Pavilion of Human Passions

It was designed to serve as a permanent showcase for a large marble relief The Human Passions by Jef Lambeaux.

[2] In 1889, Victor Horta was commissioned for 100,000 Belgian francs[1] to design a pavilion to house Jef Lambeaux's sculpture The Human Passions on the recommendation of his teacher Alphonse Balat, King Leopold II's favourite architect.

Horta succeeded in designing an almost "organic" interpretation of the classical temple, without completely abolishing any reference to an historical style.

After World War I, Horta would return to this classicism in his designs for the Centre for Fine Arts and the Musée des Beaux-Arts in Tournai.

Although completed in time for the fair, the collaboration between the architect and the artist soon led to an irreconcilable disagreement delaying its official opening until 1899.

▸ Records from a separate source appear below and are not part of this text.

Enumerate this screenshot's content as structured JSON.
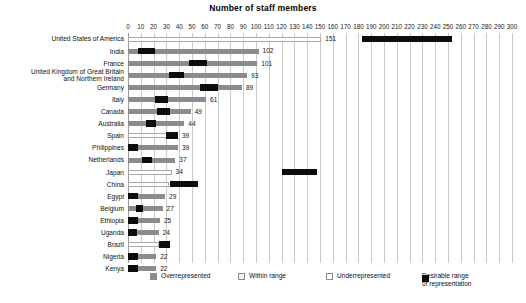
{
  "chart_data": {
    "type": "bar",
    "title": "Number of staff members",
    "xlabel": "",
    "ylabel": "",
    "xlim": [
      0,
      300
    ],
    "xtick_step": 10,
    "grid": true,
    "orientation": "horizontal",
    "legend_position": "bottom",
    "tick_labels": [
      "0",
      "10",
      "20",
      "30",
      "40",
      "50",
      "60",
      "70",
      "80",
      "90",
      "100",
      "110",
      "120",
      "130",
      "140",
      "150",
      "160",
      "170",
      "180",
      "190",
      "200",
      "210",
      "220",
      "230",
      "240",
      "250",
      "260",
      "270",
      "280",
      "290",
      "300"
    ],
    "categories": [
      "United States of America",
      "India",
      "France",
      "United Kingdom of Great Britain\nand Northern Ireland",
      "Germany",
      "Italy",
      "Canada",
      "Australia",
      "Spain",
      "Philippines",
      "Netherlands",
      "Japan",
      "China",
      "Egypt",
      "Belgium",
      "Ethiopia",
      "Uganda",
      "Brazil",
      "Nigeria",
      "Kenya"
    ],
    "values": [
      151,
      102,
      101,
      93,
      89,
      61,
      49,
      44,
      39,
      39,
      37,
      34,
      32,
      29,
      27,
      25,
      24,
      24,
      22,
      22
    ],
    "value_labels": [
      "151",
      "102",
      "101",
      "93",
      "89",
      "61",
      "49",
      "44",
      "39",
      "39",
      "37",
      "34",
      "32",
      "29",
      "27",
      "25",
      "24",
      "24",
      "22",
      "22"
    ],
    "status": [
      "underrepresented",
      "overrepresented",
      "overrepresented",
      "overrepresented",
      "overrepresented",
      "overrepresented",
      "overrepresented",
      "overrepresented",
      "underrepresented",
      "overrepresented",
      "overrepresented",
      "underrepresented",
      "underrepresented",
      "overrepresented",
      "overrepresented",
      "overrepresented",
      "overrepresented",
      "underrepresented",
      "overrepresented",
      "overrepresented"
    ],
    "desirable_range": [
      [
        183,
        253
      ],
      [
        8,
        21
      ],
      [
        48,
        62
      ],
      [
        32,
        44
      ],
      [
        56,
        70
      ],
      [
        21,
        31
      ],
      [
        23,
        33
      ],
      [
        14,
        22
      ],
      [
        30,
        39
      ],
      [
        0,
        8
      ],
      [
        11,
        19
      ],
      [
        120,
        148
      ],
      [
        33,
        55
      ],
      [
        0,
        8
      ],
      [
        6,
        12
      ],
      [
        0,
        8
      ],
      [
        0,
        7
      ],
      [
        24,
        33
      ],
      [
        0,
        8
      ],
      [
        0,
        8
      ]
    ],
    "series": [
      {
        "name": "Overrepresented",
        "color": "#8c8c8c"
      },
      {
        "name": "Within range",
        "color": "#f2f2f2"
      },
      {
        "name": "Underrepresented",
        "color": "#ffffff"
      },
      {
        "name": "Desirable range of representation",
        "color": "#0d0d0d"
      }
    ]
  },
  "legend": {
    "items": [
      {
        "label": "Overrepresented",
        "swatch": "over"
      },
      {
        "label": "Within range",
        "swatch": "within"
      },
      {
        "label": "Underrepresented",
        "swatch": "under"
      },
      {
        "label": "Desirable range\nof representation",
        "swatch": "range"
      }
    ]
  },
  "colors": {
    "overrepresented": "#8c8c8c",
    "within_range": "#f2f2f2",
    "underrepresented": "#ffffff",
    "desirable_range": "#0d0d0d",
    "gridline": "#c9c9c9",
    "text": "#111111",
    "background": "#ffffff"
  }
}
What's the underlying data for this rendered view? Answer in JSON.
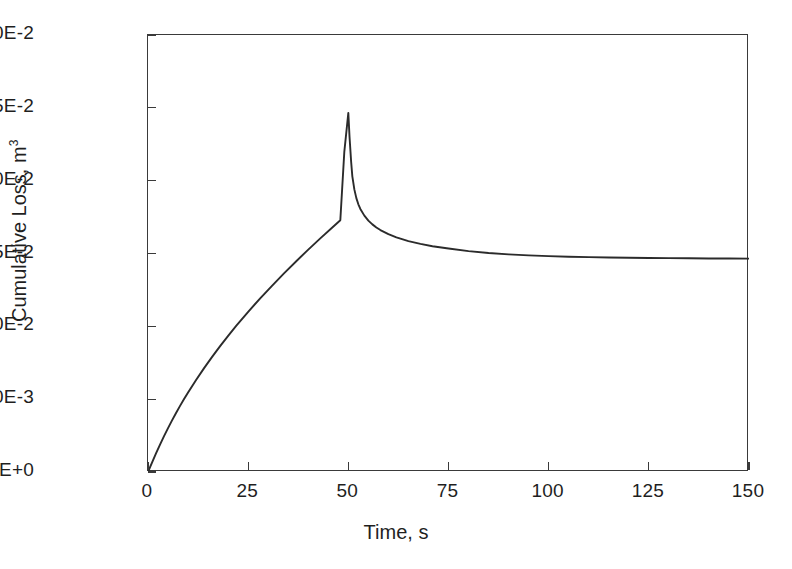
{
  "chart_data": {
    "type": "line",
    "title": "",
    "xlabel": "Time, s",
    "ylabel_text": "Cumulative Loss, m",
    "ylabel_superscript": "3",
    "xlim": [
      0,
      150
    ],
    "ylim": [
      0,
      0.03
    ],
    "grid": false,
    "legend": null,
    "xticks": [
      0,
      25,
      50,
      75,
      100,
      125,
      150
    ],
    "xtick_labels": [
      "0",
      "25",
      "50",
      "75",
      "100",
      "125",
      "150"
    ],
    "yticks": [
      0.0,
      0.005,
      0.01,
      0.015,
      0.02,
      0.025,
      0.03
    ],
    "ytick_labels": [
      "0.0E+0",
      "5.0E-3",
      "1.0E-2",
      "1.5E-2",
      "2.0E-2",
      "2.5E-2",
      "3.0E-2"
    ],
    "line_color": "#2b2b2b",
    "line_width": 1.9,
    "annotations": [],
    "series": [
      {
        "name": "Cumulative Loss",
        "x": [
          0,
          1,
          2,
          3,
          4,
          5,
          6,
          7,
          8,
          9,
          10,
          12,
          14,
          16,
          18,
          20,
          22,
          25,
          28,
          31,
          34,
          37,
          40,
          43,
          46,
          48,
          49,
          50,
          50.3,
          50.7,
          51,
          51.5,
          52,
          52.5,
          53,
          54,
          55,
          56,
          57,
          58,
          60,
          62,
          65,
          68,
          71,
          75,
          80,
          85,
          90,
          95,
          100,
          105,
          110,
          115,
          120,
          125,
          130,
          135,
          140,
          145,
          150
        ],
        "y": [
          0.0,
          0.00065,
          0.00128,
          0.00188,
          0.00246,
          0.00301,
          0.00354,
          0.00405,
          0.00454,
          0.00501,
          0.00546,
          0.00632,
          0.00713,
          0.0079,
          0.00864,
          0.00935,
          0.01003,
          0.011,
          0.01192,
          0.0128,
          0.01365,
          0.01447,
          0.01527,
          0.01604,
          0.01679,
          0.01728,
          0.022,
          0.02465,
          0.023,
          0.0213,
          0.0203,
          0.0194,
          0.0188,
          0.01838,
          0.01806,
          0.0176,
          0.01726,
          0.017,
          0.01679,
          0.01661,
          0.01633,
          0.01611,
          0.01585,
          0.01566,
          0.0155,
          0.01534,
          0.01516,
          0.01503,
          0.01494,
          0.01487,
          0.01482,
          0.01478,
          0.01475,
          0.01473,
          0.01471,
          0.01469,
          0.01468,
          0.01467,
          0.01466,
          0.01466,
          0.01465
        ]
      }
    ]
  }
}
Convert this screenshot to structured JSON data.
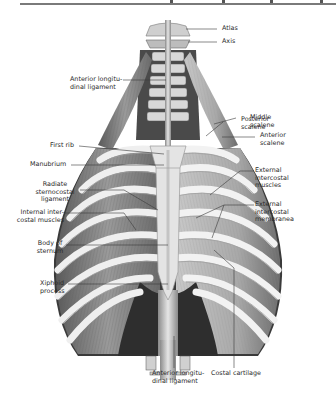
{
  "figure": {
    "labels": {
      "atlas": "Atlas",
      "axis": "Axis",
      "ant_long_lig_top": "Anterior longitu-\ndinal ligament",
      "posterior_scalene": "Posterior\nscalene",
      "middle_scalene": "Middle\nscalene",
      "anterior_scalene": "Anterior\nscalene",
      "first_rib": "First rib",
      "manubrium": "Manubrium",
      "radiate_lig": "Radiate\nsternocostal\nligament",
      "ext_intercostal_muscles": "External\nintercostal\nmuscles",
      "ext_intercostal_membrane": "External\nintercostal\nmembranea",
      "int_intercostal": "Internal inter-\ncostal muscles",
      "body_sternum": "Body of\nsternum",
      "xiphoid": "Xiphoid\nprocess",
      "ant_long_lig_bottom": "Anterior longitu-\ndinal ligament",
      "costal_cartilage": "Costal cartilage"
    },
    "colors": {
      "text": "#2a2a2a",
      "leader": "#3a3a3a",
      "bone": "#e9e9e9",
      "muscle": "#8a8a8a",
      "shadow": "#3c3c3c"
    }
  }
}
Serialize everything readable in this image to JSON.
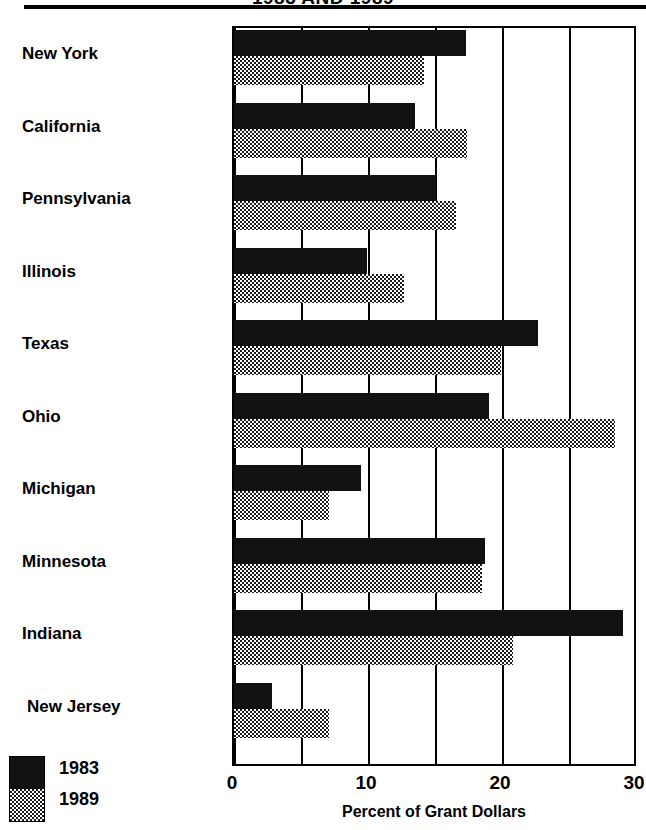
{
  "chart_data": {
    "type": "bar",
    "orientation": "horizontal",
    "title": "1983 AND 1989",
    "xlabel": "Percent of Grant Dollars",
    "ylabel": "",
    "xlim": [
      0,
      30
    ],
    "xticks": [
      0,
      10,
      20,
      30
    ],
    "xtick_labels": [
      "0",
      "10",
      "20",
      "30"
    ],
    "gridlines": [
      0,
      5,
      10,
      15,
      20,
      25,
      30
    ],
    "grid": true,
    "legend_position": "bottom-left",
    "categories": [
      "New York",
      "California",
      "Pennsylvania",
      "Illinois",
      "Texas",
      "Ohio",
      "Michigan",
      "Minnesota",
      "Indiana",
      "New Jersey"
    ],
    "series": [
      {
        "name": "1983",
        "color": "#111111",
        "pattern": "solid",
        "values": [
          17.3,
          13.5,
          15.1,
          9.9,
          22.7,
          19.0,
          9.5,
          18.7,
          29.0,
          2.8
        ]
      },
      {
        "name": "1989",
        "color": "#1a1a1a",
        "pattern": "checkerboard",
        "values": [
          14.2,
          17.4,
          16.6,
          12.7,
          19.9,
          28.4,
          7.1,
          18.5,
          20.8,
          7.1
        ]
      }
    ]
  },
  "legend": {
    "entries": [
      "1983",
      "1989"
    ]
  }
}
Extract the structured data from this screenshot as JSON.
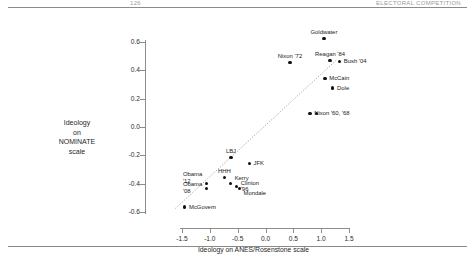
{
  "page": {
    "running_head_left": "126",
    "running_head_right": "ELECTORAL COMPETITION"
  },
  "chart_data": {
    "type": "scatter",
    "title": "",
    "xlabel": "Ideology on ANES/Rosenstone scale",
    "ylabel": "Ideology\non\nNOMINATE\nscale",
    "ylabel_lines": [
      "Ideology",
      "on",
      "NOMINATE",
      "scale"
    ],
    "xlim": [
      -1.75,
      1.75
    ],
    "ylim": [
      -0.65,
      0.68
    ],
    "xticks": [
      -1.5,
      -1.0,
      -0.5,
      0.0,
      0.5,
      1.0,
      1.5
    ],
    "xticklabels": [
      "-1.5",
      "-1.0",
      "-0.5",
      "0.0",
      "0.5",
      "1.0",
      "1.5"
    ],
    "yticks": [
      0.6,
      0.4,
      0.2,
      0.0,
      -0.2,
      -0.4,
      -0.6
    ],
    "yticklabels": [
      "0.6",
      "0.4",
      "0.2",
      "0.0",
      "-0.2",
      "-0.4",
      "-0.6"
    ],
    "grid": false,
    "legend": "none",
    "fit_line": {
      "style": "dotted",
      "color": "#9e9e9e",
      "x0": -1.62,
      "y0": -0.575,
      "x1": 1.28,
      "y1": 0.475
    },
    "points": [
      {
        "label": "Goldwater",
        "x": 1.05,
        "y": 0.625,
        "label_pos": "above"
      },
      {
        "label": "Nixon '72",
        "x": 0.44,
        "y": 0.455,
        "label_pos": "above"
      },
      {
        "label": "Reagan '84",
        "x": 1.16,
        "y": 0.47,
        "label_pos": "above"
      },
      {
        "label": "Bush '04",
        "x": 1.33,
        "y": 0.465,
        "label_pos": "right"
      },
      {
        "label": "McCain",
        "x": 1.07,
        "y": 0.345,
        "label_pos": "right"
      },
      {
        "label": "Dole",
        "x": 1.21,
        "y": 0.275,
        "label_pos": "right"
      },
      {
        "label": "Nixon '60, '68",
        "x": 0.8,
        "y": 0.098,
        "label_pos": "right"
      },
      {
        "label": "",
        "x": 0.92,
        "y": 0.098,
        "label_pos": "none"
      },
      {
        "label": "LBJ",
        "x": -0.62,
        "y": -0.215,
        "label_pos": "above"
      },
      {
        "label": "JFK",
        "x": -0.29,
        "y": -0.255,
        "label_pos": "right"
      },
      {
        "label": "HHH",
        "x": -0.74,
        "y": -0.355,
        "label_pos": "above"
      },
      {
        "label": "Kerry",
        "x": -0.63,
        "y": -0.398,
        "label_pos": "above-right"
      },
      {
        "label": "Clinton\n'96",
        "x": -0.52,
        "y": -0.42,
        "label_pos": "right"
      },
      {
        "label": "Mondale",
        "x": -0.47,
        "y": -0.432,
        "label_pos": "below-right"
      },
      {
        "label": "Obama\n'12",
        "x": -1.06,
        "y": -0.4,
        "label_pos": "above-left"
      },
      {
        "label": "Obama\n'08",
        "x": -1.06,
        "y": -0.432,
        "label_pos": "left"
      },
      {
        "label": "McGovern",
        "x": -1.45,
        "y": -0.565,
        "label_pos": "right"
      }
    ]
  }
}
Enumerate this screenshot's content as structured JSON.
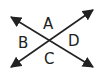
{
  "diagram": {
    "type": "intersecting-lines-angles",
    "lines": [
      {
        "name": "line-1",
        "direction": "top-left to bottom-right",
        "arrows": "both-ends"
      },
      {
        "name": "line-2",
        "direction": "bottom-left to top-right",
        "arrows": "both-ends"
      }
    ],
    "angle_labels": {
      "top": "A",
      "left": "B",
      "bottom": "C",
      "right": "D"
    },
    "stroke_color": "#222222",
    "background": "#ffffff"
  }
}
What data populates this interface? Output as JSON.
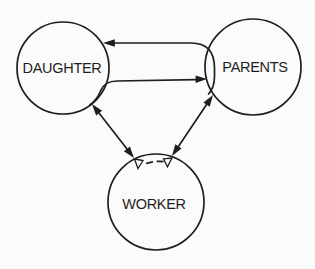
{
  "canvas": {
    "background_color": "#fbfbfb",
    "ink_color": "#1e1e1e"
  },
  "figure": {
    "nodes": [
      {
        "id": "daughter",
        "label": "DAUGHTER"
      },
      {
        "id": "parents",
        "label": "PARENTS"
      },
      {
        "id": "worker",
        "label": "WORKER"
      }
    ],
    "edges": [
      {
        "id": "parents-to-daughter",
        "from": "parents",
        "to": "daughter",
        "line": "solid",
        "heads": "single-arrow-at-daughter"
      },
      {
        "id": "daughter-to-parents",
        "from": "daughter",
        "to": "parents",
        "line": "solid",
        "heads": "single-arrow-at-parents"
      },
      {
        "id": "daughter-worker",
        "from": "daughter",
        "to": "worker",
        "line": "solid",
        "heads": "arrows-both-ends"
      },
      {
        "id": "parents-worker",
        "from": "parents",
        "to": "worker",
        "line": "solid",
        "heads": "arrows-both-ends"
      },
      {
        "id": "worker-top-boundary",
        "at": "worker-top",
        "line": "dashed",
        "heads": "open-arrowheads-both-ends"
      }
    ]
  }
}
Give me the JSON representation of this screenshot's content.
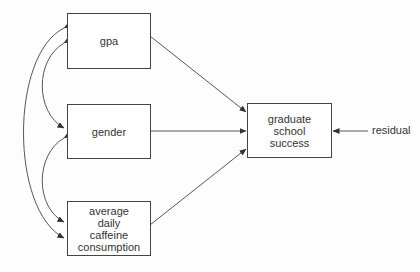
{
  "diagram": {
    "type": "path diagram",
    "predictors": [
      {
        "id": "gpa",
        "label": "gpa"
      },
      {
        "id": "gender",
        "label": "gender"
      },
      {
        "id": "caffeine",
        "label": "average\ndaily\ncaffeine\nconsumption"
      }
    ],
    "outcome": {
      "id": "success",
      "label": "graduate\nschool\nsuccess"
    },
    "residual": {
      "label": "residual"
    },
    "edges": [
      {
        "from": "gpa",
        "to": "success",
        "type": "directed"
      },
      {
        "from": "gender",
        "to": "success",
        "type": "directed"
      },
      {
        "from": "caffeine",
        "to": "success",
        "type": "directed"
      },
      {
        "from": "residual",
        "to": "success",
        "type": "directed"
      },
      {
        "from": "gpa",
        "to": "caffeine",
        "type": "bidirectional"
      },
      {
        "from": "gpa",
        "to": "gender",
        "type": "bidirectional"
      },
      {
        "from": "gender",
        "to": "caffeine",
        "type": "bidirectional"
      }
    ],
    "colors": {
      "line": "#444444",
      "text": "#333333",
      "background": "#fdfdfd"
    }
  }
}
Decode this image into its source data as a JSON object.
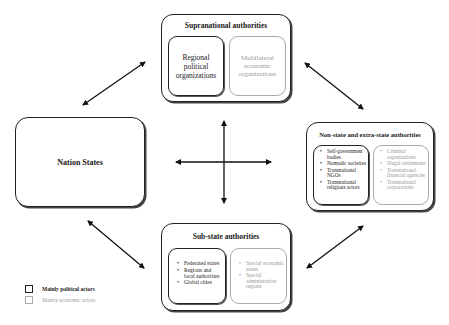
{
  "diagram": {
    "type": "relationship-diagram",
    "nodes": {
      "supranational": {
        "title": "Supranational authorities",
        "political": {
          "label": "Regional political organizations"
        },
        "economic": {
          "label": "Multilateral economic organizations"
        }
      },
      "nation_states": {
        "title": "Nation States"
      },
      "non_state": {
        "title": "Non-state and extra-state authorities",
        "political": [
          "Self-government bodies",
          "Nomadic societies",
          "Transnational NGOs",
          "Transnational religious actors"
        ],
        "economic": [
          "Criminal organizations",
          "Illegal settlements",
          "Transnational financial agencies",
          "Transnational corporations"
        ]
      },
      "sub_state": {
        "title": "Sub-state authorities",
        "political": [
          "Federated states",
          "Regions and local authorities",
          "Global cities"
        ],
        "economic": [
          "Special economic zones",
          "Special administrative regions"
        ]
      }
    },
    "edges": [
      {
        "from": "nation_states",
        "to": "supranational",
        "type": "bidirectional"
      },
      {
        "from": "supranational",
        "to": "non_state",
        "type": "bidirectional"
      },
      {
        "from": "nation_states",
        "to": "sub_state",
        "type": "bidirectional"
      },
      {
        "from": "sub_state",
        "to": "non_state",
        "type": "bidirectional"
      },
      {
        "from": "center",
        "to": "all",
        "type": "cross-bidirectional"
      }
    ],
    "legend": [
      {
        "label": "Mainly political actors",
        "color": "#222222"
      },
      {
        "label": "Mainly economic actors",
        "color": "#aaaaaa"
      }
    ]
  }
}
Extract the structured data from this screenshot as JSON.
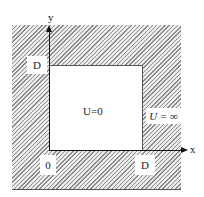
{
  "diagram": {
    "type": "infinite square potential well",
    "axes": {
      "x_label": "x",
      "y_label": "y"
    },
    "labels": {
      "y_tick": "D",
      "origin": "0",
      "x_tick": "D",
      "inside": "U=0",
      "outside": "U = ∞"
    },
    "colors": {
      "hatch": "#8a8a8a",
      "background": "#ffffff",
      "axis": "#111111"
    }
  }
}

At first, Horta designed the pavilion's façade to be open, serving as a shelter on rainy days — without the wall and bronze doors behind the colonnade — so that the relief would always be visible for passers-by.

The dispute remain unsolved for years: on the inauguration day on 1 October 1899, the unfinished temple stood open with the relief visible from the surrounding park.

Under pressure of public opinion and the authorities, Horta had to alter his plans and close the temple with a wooden barricade, and it was left unfinished only three days after inauguration.

Shortly after Lambeaux's death, Horta acceded to his wishes by building the wall that would permanently hide the bas-relief with a closed front to enhance the natural light coming through the glass roof.

[2] The Horta pavilion houses the monumental achievement of the sculptor Jef Lambeaux (1852–1908): The Human Passions relief.

The journal L'Art Moderne in 1890 described the work as: (…) a pile of naked and contorted bodies, muscled wrestlers in delirium, an absolute and incomparable childish concept.